You know that feeling when you’re waiting at an airport, trying to guess where other are from and where they are going? You start writing in your notebook, observing the man across from you, who is writing in his notebook, observing you… is he writing about you?
Your partner and child disappear from the tiny island where you were on holiday together. Three days later, they are back. But are they the same?
Chopin’s heart was buried in his homeland, taken from Paris to Warsaw by coach and smuggled across the border under his sister’s crinoline skirts.
When Tsar Peter I had a collection of rare anatomical specimens shipped from the Netherlands, there was just one problem. They were pickled in brandy, and the sailors began to drink it…

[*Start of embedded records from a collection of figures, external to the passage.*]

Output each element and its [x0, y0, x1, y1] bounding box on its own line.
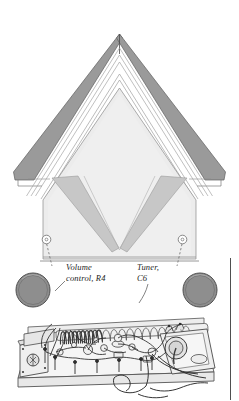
- leader-tuner-to-knob: [139, 284, 148, 303]
- knob-volume-r4[interactable]: [16, 273, 50, 307]
- knob-tuner-c6[interactable]: [183, 273, 217, 307]
- callout-label-tuner: Tuner, C6: [137, 262, 159, 283]
- callout-label-volume: Volume control, R4: [66, 262, 106, 283]
- callout-label-tuner-line1: Tuner,: [137, 262, 159, 273]
- leader-volume-to-knob: [55, 281, 65, 291]
- callout-label-tuner-line2: C6: [137, 273, 159, 284]
- figure-illustration: [0, 0, 239, 401]
- radio-cabinet-drawing: [0, 0, 239, 401]
- callout-label-volume-line1: Volume: [66, 262, 106, 273]
- callout-label-volume-line2: control, R4: [66, 273, 106, 284]
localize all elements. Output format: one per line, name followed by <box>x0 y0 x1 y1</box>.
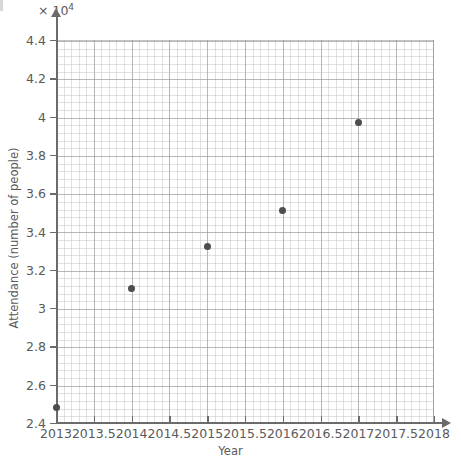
x-axis-tick <box>56 416 57 422</box>
y-axis-line <box>56 14 58 423</box>
x-axis-tick-label: 2018 <box>418 426 450 441</box>
x-axis-tick <box>358 416 359 422</box>
y-axis-tick-label: 4.4 <box>0 33 46 48</box>
y-axis-tick <box>50 308 56 309</box>
y-axis-tick <box>50 385 56 386</box>
y-axis-tick <box>50 117 56 118</box>
x-axis-tick <box>283 416 284 422</box>
data-point <box>53 404 60 411</box>
y-axis-tick <box>50 155 56 156</box>
scatter-chart-figure: × 104 2.42.62.833.23.43.63.844.24.4 2013… <box>0 0 461 457</box>
y-axis-tick-label: 2.4 <box>0 416 46 431</box>
y-axis-tick <box>50 78 56 79</box>
x-axis-tick-label: 2016.5 <box>299 426 343 441</box>
x-axis-tick-label: 2017.5 <box>374 426 418 441</box>
x-axis-tick <box>396 416 397 422</box>
x-axis-tick-label: 2013 <box>40 426 72 441</box>
y-axis-tick <box>50 232 56 233</box>
y-axis-tick <box>50 423 56 424</box>
gridline-gap-artifact <box>258 384 276 386</box>
y-axis-tick <box>50 270 56 271</box>
x-axis-tick <box>321 416 322 422</box>
y-axis-tick <box>50 40 56 41</box>
x-axis-tick <box>169 416 170 422</box>
x-axis-title: Year <box>0 444 461 457</box>
x-axis-tick <box>132 416 133 422</box>
x-axis-tick <box>94 416 95 422</box>
y-axis-tick <box>50 193 56 194</box>
y-axis-tick-label: 4.2 <box>0 71 46 86</box>
y-axis-tick-label: 2.8 <box>0 339 46 354</box>
x-axis-tick <box>245 416 246 422</box>
y-axis-tick-label: 4 <box>0 109 46 124</box>
plot-area <box>56 40 434 423</box>
x-axis-tick-label: 2014 <box>116 426 148 441</box>
x-axis-tick-label: 2015 <box>191 426 223 441</box>
x-axis-tick-label: 2013.5 <box>72 426 116 441</box>
y-axis-multiplier-exponent: 4 <box>68 2 74 12</box>
x-axis-tick-label: 2016 <box>267 426 299 441</box>
y-axis-tick-label: 2.6 <box>0 377 46 392</box>
y-axis-title: Attendance (number of people) <box>7 138 21 338</box>
x-axis-tick <box>434 416 435 422</box>
y-axis-tick <box>50 346 56 347</box>
data-point <box>355 119 362 126</box>
x-axis-tick-label: 2015.5 <box>223 426 267 441</box>
y-axis-arrow-icon <box>51 8 61 17</box>
x-axis-tick <box>207 416 208 422</box>
corner-artifact <box>0 0 3 11</box>
x-axis-tick-label: 2014.5 <box>148 426 192 441</box>
x-axis-line <box>56 422 444 424</box>
x-axis-tick-label: 2017 <box>342 426 374 441</box>
data-point <box>204 243 211 250</box>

These are just some of a loosely-woven collection of short stories, fragments and observations on the geography of the body and the land, interspersed with splendid maps, perfect for reading disjointedly as you pass through the torture of airport security and waiting at the gate. Which is just what I did, on holiday a few weeks ago.
In 2008 Olga Tokarczuk’s Bieguni (Flights) got Poland’s top book award, the Nike Prize. It’s on the way to being translated into over a dozen languages, but not into English – yet. Her regular translator into English, Antonia Lloyd-Jones, has translated from the opening, however.
Tokarczuk is that rare thing, a writer who is genuinely popular with both readers and critics. You can get a taste of her writing about travel here or about other things from Twisted Spoon, who published her Prawiek i inne czasy (Primeval and Other Times) in English.
Here’s my translation of one of my favourite extracts from Bieguni (pp.199-200):
The tongue is the strongest human muscle
There are countries where people speak English. But they don’t speak like us; we have our own language hidden in our hand luggage, in our make-up bags; we only use English when we’re travelling, in foreign countries and with foreigners. It’s hard to imagine, but English is their real language! Often their only one. They don’t have anything to turn to or return to in moments of doubt.
How lost they must feel in a world where every instruction, every word of the stupidest song, restaurant menu, the most trivial business correspondence, the buttons in the lift, are in their private language. When they speak, they can be understood by anyone at any moment, their notes probably have to be specially encrypted. Wherever they find themselves, everyone has unlimited access to them, everyone and everything.
There are already projects, I’ve heard, to give them protected status, perhaps even to assign them some small language, from those dead ones that no-one needs anymore, so that they could have something for themselves, of their own.